[PATCH v17 03/10] x86: kdump: use macro CRASH_ADDR_LOW_MAX in functions reserve_crashkernel()

Leizhen (ThunderTown) thunder.leizhen at huawei.com
Thu Dec 16 18:51:04 PST 2021



On 2021/12/16 22:48, Borislav Petkov wrote:
> On Thu, Dec 16, 2021 at 08:08:30PM +0800, Leizhen (ThunderTown) wrote:
>> If the memory of 'crash_base' is successfully allocated at (1), because the last
>> parameter CRASH_ADDR_LOW_MAX is the upper bound, so we can sure that
>> "crash_base < CRASH_ADDR_LOW_MAX". So that, reserve_crashkernel_low() will not be
>> invoked at (3). That's why I said (1ULL << 32) is inaccurate and enlarge the CRASH_ADDR_LOW
>> upper limit.
> 
> No, this is actually wrong - that check *must* be 4G. See:
> 
>   eb6db83d1059 ("x86/setup: Do not reserve crashkernel high memory if low reservation failed")
> 
> It is even documented:
> 
>         crashkernel=size[KMG],low
>                         [KNL, X86-64] range under 4G. When crashkernel=X,high

[KNL, X86-64], This doc is for X86-64, not for X86-32

>                         is passed, kernel could allocate physical memory region
>                         above 4G, that cause second kernel crash on system
>                         that require some amount of low memory, e.g. swiotlb
>                         requires at least 64M+32K low memory, also enough extra
>                         low memory is needed to make sure DMA buffers for 32-bit
>                         devices won't run out.

vi arch/x86/kernel/setup.c +398

/*
 * Keep the crash kernel below this limit.
 *
 * Earlier 32-bits kernels would limit the kernel to the low 512 MB range
 * due to mapping restrictions.

If there is no such restriction, we can make CRASH_ADDR_LOW_MAX equal to (1ULL << 32) minus 1 on X86_32.

> 
> so you need to do a low allocation for DMA *when* the reserved memory is
> above 4G. *NOT* above 512M. But that works due to the obscure situation,
> as Baoquan stated, that reserve_crashkernel_low() returns 0 on 32-bit.
> 
> So all this is telling us is that that function needs serious cleanup.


Problem:
Make an exact copy of the entries below, with all images left out.
● ● ●
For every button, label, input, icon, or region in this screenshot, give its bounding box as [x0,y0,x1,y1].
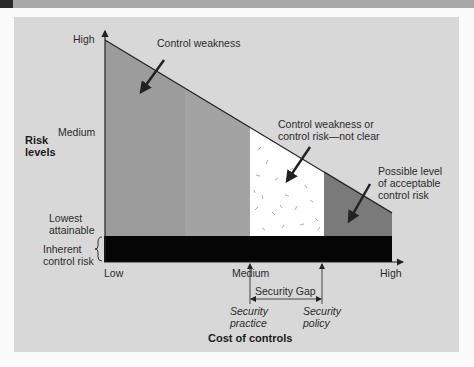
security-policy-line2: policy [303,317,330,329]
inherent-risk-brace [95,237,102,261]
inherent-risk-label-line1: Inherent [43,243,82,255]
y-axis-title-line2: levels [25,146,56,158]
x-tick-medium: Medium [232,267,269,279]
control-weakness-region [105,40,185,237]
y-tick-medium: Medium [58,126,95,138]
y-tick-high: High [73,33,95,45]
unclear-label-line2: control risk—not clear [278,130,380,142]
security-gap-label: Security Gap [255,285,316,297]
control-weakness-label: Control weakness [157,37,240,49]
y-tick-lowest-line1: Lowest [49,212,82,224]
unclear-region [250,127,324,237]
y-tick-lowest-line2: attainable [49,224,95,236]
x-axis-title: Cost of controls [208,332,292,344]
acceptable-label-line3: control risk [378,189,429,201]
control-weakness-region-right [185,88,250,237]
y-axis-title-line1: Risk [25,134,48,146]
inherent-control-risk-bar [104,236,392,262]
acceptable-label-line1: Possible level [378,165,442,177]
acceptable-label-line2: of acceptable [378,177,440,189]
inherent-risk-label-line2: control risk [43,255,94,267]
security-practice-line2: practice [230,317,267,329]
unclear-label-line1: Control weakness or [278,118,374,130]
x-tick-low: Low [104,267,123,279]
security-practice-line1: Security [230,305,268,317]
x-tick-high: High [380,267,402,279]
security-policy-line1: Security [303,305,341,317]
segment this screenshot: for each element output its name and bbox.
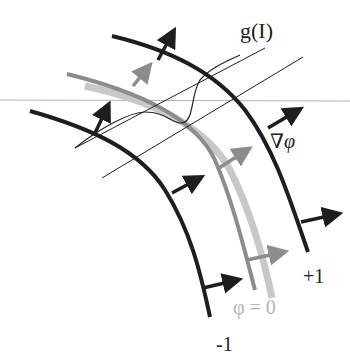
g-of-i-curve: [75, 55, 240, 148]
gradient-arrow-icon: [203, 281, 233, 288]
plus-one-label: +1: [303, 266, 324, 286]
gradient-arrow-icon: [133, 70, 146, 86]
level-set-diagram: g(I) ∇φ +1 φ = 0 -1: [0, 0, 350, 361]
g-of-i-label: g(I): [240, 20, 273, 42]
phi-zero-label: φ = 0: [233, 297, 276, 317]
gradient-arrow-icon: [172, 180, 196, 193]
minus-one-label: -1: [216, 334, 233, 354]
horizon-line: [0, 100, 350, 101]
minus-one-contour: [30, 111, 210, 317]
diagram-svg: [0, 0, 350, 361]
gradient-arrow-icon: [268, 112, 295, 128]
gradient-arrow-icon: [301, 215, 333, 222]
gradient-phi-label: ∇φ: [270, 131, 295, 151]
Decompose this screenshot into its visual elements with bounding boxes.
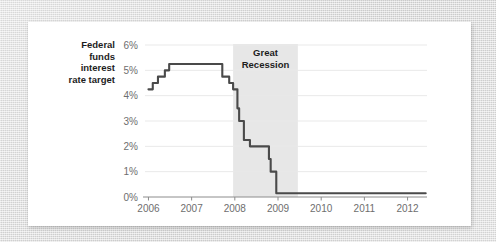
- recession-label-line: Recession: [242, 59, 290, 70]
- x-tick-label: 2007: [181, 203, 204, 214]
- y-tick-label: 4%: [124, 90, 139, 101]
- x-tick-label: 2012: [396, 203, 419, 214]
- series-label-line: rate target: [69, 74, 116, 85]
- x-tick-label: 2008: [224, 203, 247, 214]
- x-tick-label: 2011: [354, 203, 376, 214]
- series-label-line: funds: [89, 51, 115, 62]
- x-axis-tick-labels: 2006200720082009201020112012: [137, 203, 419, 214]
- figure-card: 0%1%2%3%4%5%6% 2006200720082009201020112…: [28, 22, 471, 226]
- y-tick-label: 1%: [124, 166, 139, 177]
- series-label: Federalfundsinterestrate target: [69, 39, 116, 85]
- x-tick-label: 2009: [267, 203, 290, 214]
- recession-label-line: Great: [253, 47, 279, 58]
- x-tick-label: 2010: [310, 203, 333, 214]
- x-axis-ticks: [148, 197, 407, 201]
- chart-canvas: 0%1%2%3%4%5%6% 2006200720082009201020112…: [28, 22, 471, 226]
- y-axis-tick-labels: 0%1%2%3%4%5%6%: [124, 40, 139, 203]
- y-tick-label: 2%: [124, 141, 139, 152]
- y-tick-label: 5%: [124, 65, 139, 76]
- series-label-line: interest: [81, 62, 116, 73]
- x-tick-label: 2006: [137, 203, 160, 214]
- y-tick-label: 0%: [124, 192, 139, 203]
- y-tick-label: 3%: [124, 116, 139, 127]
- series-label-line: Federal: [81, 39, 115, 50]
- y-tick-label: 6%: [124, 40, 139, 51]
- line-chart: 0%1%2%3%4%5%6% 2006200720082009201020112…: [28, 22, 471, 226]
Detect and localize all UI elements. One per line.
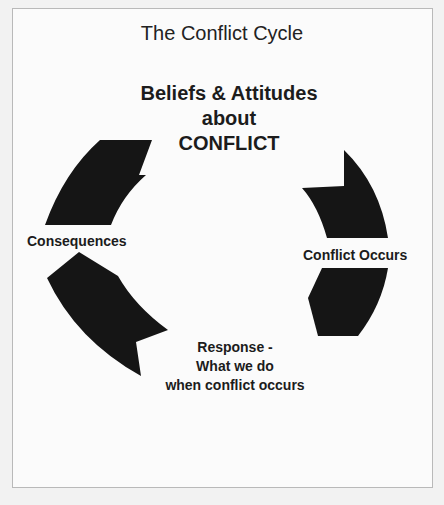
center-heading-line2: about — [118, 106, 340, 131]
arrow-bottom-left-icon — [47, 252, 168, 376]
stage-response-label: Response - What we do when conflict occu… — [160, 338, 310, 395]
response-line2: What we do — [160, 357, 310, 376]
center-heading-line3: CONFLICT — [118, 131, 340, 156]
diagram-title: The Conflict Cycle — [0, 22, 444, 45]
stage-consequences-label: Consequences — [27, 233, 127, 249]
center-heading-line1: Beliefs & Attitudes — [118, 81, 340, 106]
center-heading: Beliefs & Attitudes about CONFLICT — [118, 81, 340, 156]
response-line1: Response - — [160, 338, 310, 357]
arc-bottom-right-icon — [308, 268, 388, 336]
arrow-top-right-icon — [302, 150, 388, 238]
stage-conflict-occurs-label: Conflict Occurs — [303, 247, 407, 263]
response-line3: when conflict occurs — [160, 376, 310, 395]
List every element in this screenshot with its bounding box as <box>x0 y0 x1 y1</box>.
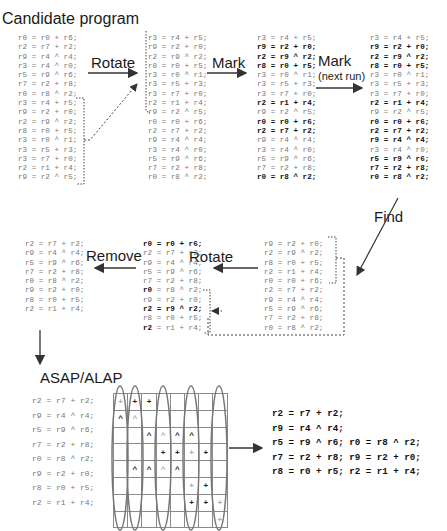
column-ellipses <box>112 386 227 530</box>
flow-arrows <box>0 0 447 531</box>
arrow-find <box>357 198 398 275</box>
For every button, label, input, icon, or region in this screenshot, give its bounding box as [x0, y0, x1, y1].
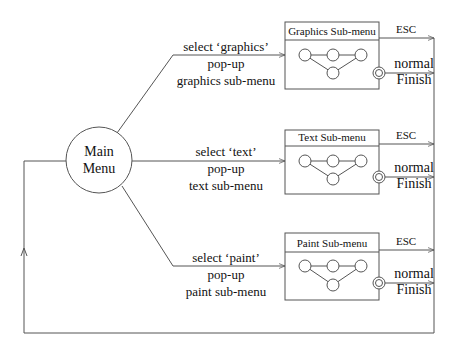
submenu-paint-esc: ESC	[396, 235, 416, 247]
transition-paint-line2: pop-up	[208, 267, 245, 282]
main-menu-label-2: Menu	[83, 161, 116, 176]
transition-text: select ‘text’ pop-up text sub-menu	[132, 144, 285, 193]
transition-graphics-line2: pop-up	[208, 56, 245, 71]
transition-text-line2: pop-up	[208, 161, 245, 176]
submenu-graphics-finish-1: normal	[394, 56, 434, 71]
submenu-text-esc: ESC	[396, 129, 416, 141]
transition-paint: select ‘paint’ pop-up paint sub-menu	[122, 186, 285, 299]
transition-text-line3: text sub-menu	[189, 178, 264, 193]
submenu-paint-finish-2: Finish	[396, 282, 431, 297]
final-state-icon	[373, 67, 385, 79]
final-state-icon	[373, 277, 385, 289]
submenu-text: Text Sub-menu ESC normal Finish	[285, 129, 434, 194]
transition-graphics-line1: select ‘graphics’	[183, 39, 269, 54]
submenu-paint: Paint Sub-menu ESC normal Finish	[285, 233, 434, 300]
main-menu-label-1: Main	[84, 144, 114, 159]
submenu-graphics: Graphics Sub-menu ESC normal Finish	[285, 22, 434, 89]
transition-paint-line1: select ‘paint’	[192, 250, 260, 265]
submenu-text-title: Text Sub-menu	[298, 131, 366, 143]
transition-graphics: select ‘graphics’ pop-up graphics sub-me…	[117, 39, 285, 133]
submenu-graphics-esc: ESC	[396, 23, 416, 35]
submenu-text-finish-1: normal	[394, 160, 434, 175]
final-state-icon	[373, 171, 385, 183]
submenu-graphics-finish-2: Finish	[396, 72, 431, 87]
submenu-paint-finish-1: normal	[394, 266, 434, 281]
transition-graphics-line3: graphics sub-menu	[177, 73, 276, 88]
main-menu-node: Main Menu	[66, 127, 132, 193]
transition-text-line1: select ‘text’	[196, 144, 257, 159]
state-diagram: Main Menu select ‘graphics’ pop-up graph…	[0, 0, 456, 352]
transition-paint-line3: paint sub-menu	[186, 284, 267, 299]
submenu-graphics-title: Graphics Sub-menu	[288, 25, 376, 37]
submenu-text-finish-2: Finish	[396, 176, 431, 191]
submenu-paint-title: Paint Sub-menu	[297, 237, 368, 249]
● ● ●
Worked solution:
For every button, label, input, icon, or region in this screenshot, give its bounding box as [x0,y0,x1,y1].
security-policy-line2: policy [303,317,330,329]
inherent-risk-brace [95,237,102,261]
inherent-risk-label-line1: Inherent [43,243,82,255]
y-axis-title-line2: levels [25,146,56,158]
x-tick-medium: Medium [232,267,269,279]
control-weakness-region [105,40,185,237]
y-tick-medium: Medium [58,126,95,138]
y-tick-high: High [73,33,95,45]
unclear-label-line2: control risk—not clear [278,130,380,142]
security-gap-label: Security Gap [255,285,316,297]
control-weakness-label: Control weakness [157,37,240,49]
y-tick-lowest-line1: Lowest [49,212,82,224]
unclear-region [250,127,324,237]
y-tick-lowest-line2: attainable [49,224,95,236]
x-axis-title: Cost of controls [208,332,292,344]
acceptable-label-line3: control risk [378,189,429,201]
control-weakness-region-right [185,88,250,237]
y-axis-title-line1: Risk [25,134,48,146]
inherent-control-risk-bar [104,236,392,262]
acceptable-label-line1: Possible level [378,165,442,177]
acceptable-label-line2: of acceptable [378,177,440,189]
inherent-risk-label-line2: control risk [43,255,94,267]
security-practice-line2: practice [230,317,267,329]
unclear-label-line1: Control weakness or [278,118,374,130]
x-tick-low: Low [104,267,123,279]
security-practice-line1: Security [230,305,268,317]
x-tick-high: High [380,267,402,279]
security-policy-line1: Security [303,305,341,317]
segment this screenshot: for each element output its name and bbox.
g-of-i-curve: [75, 55, 240, 148]
gradient-arrow-icon: [203, 281, 233, 288]
plus-one-label: +1: [303, 266, 324, 286]
gradient-arrow-icon: [133, 70, 146, 86]
level-set-diagram: g(I) ∇φ +1 φ = 0 -1: [0, 0, 350, 361]
g-of-i-label: g(I): [240, 20, 273, 42]
phi-zero-label: φ = 0: [233, 297, 276, 317]
gradient-arrow-icon: [172, 180, 196, 193]
minus-one-label: -1: [216, 334, 233, 354]
horizon-line: [0, 100, 350, 101]
minus-one-contour: [30, 111, 210, 317]
diagram-svg: [0, 0, 350, 361]
gradient-arrow-icon: [268, 112, 295, 128]
gradient-arrow-icon: [301, 215, 333, 222]
gradient-phi-label: ∇φ: [270, 131, 295, 151]
Decompose this screenshot into its visual elements with bounding boxes.
- recession-label-line: Recession: [242, 59, 290, 70]
- x-tick-label: 2007: [181, 203, 204, 214]
- y-tick-label: 4%: [124, 90, 139, 101]
- x-tick-label: 2012: [396, 203, 419, 214]
- series-label-line: rate target: [69, 74, 116, 85]
- x-tick-label: 2008: [224, 203, 247, 214]
- x-tick-label: 2011: [354, 203, 376, 214]
- series-label-line: funds: [89, 51, 115, 62]
- x-axis-tick-labels: 2006200720082009201020112012: [137, 203, 419, 214]
- figure-card: 0%1%2%3%4%5%6% 2006200720082009201020112…: [28, 22, 471, 226]
- y-tick-label: 1%: [124, 166, 139, 177]
- series-label: Federalfundsinterestrate target: [69, 39, 116, 85]
- x-tick-label: 2009: [267, 203, 290, 214]
- recession-label-line: Great: [253, 47, 279, 58]
- x-tick-label: 2010: [310, 203, 333, 214]
- x-axis-ticks: [148, 197, 407, 201]
- chart-canvas: 0%1%2%3%4%5%6% 2006200720082009201020112…: [28, 22, 471, 226]
- y-axis-tick-labels: 0%1%2%3%4%5%6%: [124, 40, 139, 203]
- y-tick-label: 2%: [124, 141, 139, 152]
- y-tick-label: 5%: [124, 65, 139, 76]
- series-label-line: interest: [81, 62, 116, 73]
- x-tick-label: 2006: [137, 203, 160, 214]
- y-tick-label: 0%: [124, 192, 139, 203]
- y-tick-label: 3%: [124, 116, 139, 127]
- series-label-line: Federal: [81, 39, 115, 50]
- y-tick-label: 6%: [124, 40, 139, 51]
- line-chart: 0%1%2%3%4%5%6% 2006200720082009201020112…: [28, 22, 471, 226]
Detect and localize all UI elements. One per line.
center-heading-line2: about — [118, 106, 340, 131]
arrow-bottom-left-icon — [47, 252, 168, 376]
stage-response-label: Response - What we do when conflict occu… — [160, 338, 310, 395]
response-line2: What we do — [160, 357, 310, 376]
center-heading-line3: CONFLICT — [118, 131, 340, 156]
diagram-title: The Conflict Cycle — [0, 22, 444, 45]
stage-consequences-label: Consequences — [27, 233, 127, 249]
center-heading-line1: Beliefs & Attitudes — [118, 81, 340, 106]
center-heading: Beliefs & Attitudes about CONFLICT — [118, 81, 340, 156]
response-line1: Response - — [160, 338, 310, 357]
arc-bottom-right-icon — [308, 268, 388, 336]
arrow-top-right-icon — [302, 150, 388, 238]
stage-conflict-occurs-label: Conflict Occurs — [303, 247, 407, 263]
response-line3: when conflict occurs — [160, 376, 310, 395]
List every element in this screenshot with its bounding box as <box>x0 y0 x1 y1</box>.
column-ellipses <box>112 386 227 530</box>
flow-arrows <box>0 0 447 531</box>
arrow-find <box>357 198 398 275</box>
For every button, label, input, icon, or region in this screenshot, give its bounding box as [x0, y0, x1, y1].
submenu-paint-esc: ESC	[396, 235, 416, 247]
transition-paint-line2: pop-up	[208, 267, 245, 282]
main-menu-label-2: Menu	[83, 161, 116, 176]
transition-text: select ‘text’ pop-up text sub-menu	[132, 144, 285, 193]
transition-graphics-line2: pop-up	[208, 56, 245, 71]
transition-text-line2: pop-up	[208, 161, 245, 176]
submenu-graphics-finish-1: normal	[394, 56, 434, 71]
submenu-text-esc: ESC	[396, 129, 416, 141]
transition-paint: select ‘paint’ pop-up paint sub-menu	[122, 186, 285, 299]
transition-text-line3: text sub-menu	[189, 178, 264, 193]
submenu-paint-finish-2: Finish	[396, 282, 431, 297]
final-state-icon	[373, 67, 385, 79]
final-state-icon	[373, 277, 385, 289]
submenu-text: Text Sub-menu ESC normal Finish	[285, 129, 434, 194]
transition-graphics-line1: select ‘graphics’	[183, 39, 269, 54]
submenu-paint: Paint Sub-menu ESC normal Finish	[285, 233, 434, 300]
main-menu-label-1: Main	[84, 144, 114, 159]
submenu-graphics: Graphics Sub-menu ESC normal Finish	[285, 22, 434, 89]
transition-paint-line1: select ‘paint’	[192, 250, 260, 265]
submenu-text-title: Text Sub-menu	[298, 131, 366, 143]
transition-graphics: select ‘graphics’ pop-up graphics sub-me…	[117, 39, 285, 133]
submenu-graphics-esc: ESC	[396, 23, 416, 35]
submenu-text-finish-1: normal	[394, 160, 434, 175]
final-state-icon	[373, 171, 385, 183]
submenu-graphics-finish-2: Finish	[396, 72, 431, 87]
submenu-paint-finish-1: normal	[394, 266, 434, 281]
transition-graphics-line3: graphics sub-menu	[177, 73, 276, 88]
main-menu-node: Main Menu	[66, 127, 132, 193]
transition-text-line1: select ‘text’	[196, 144, 257, 159]
state-diagram: Main Menu select ‘graphics’ pop-up graph…	[0, 0, 456, 352]
transition-paint-line3: paint sub-menu	[186, 284, 267, 299]
submenu-graphics-title: Graphics Sub-menu	[288, 25, 376, 37]
submenu-text-finish-2: Finish	[396, 176, 431, 191]
submenu-paint-title: Paint Sub-menu	[297, 237, 368, 249]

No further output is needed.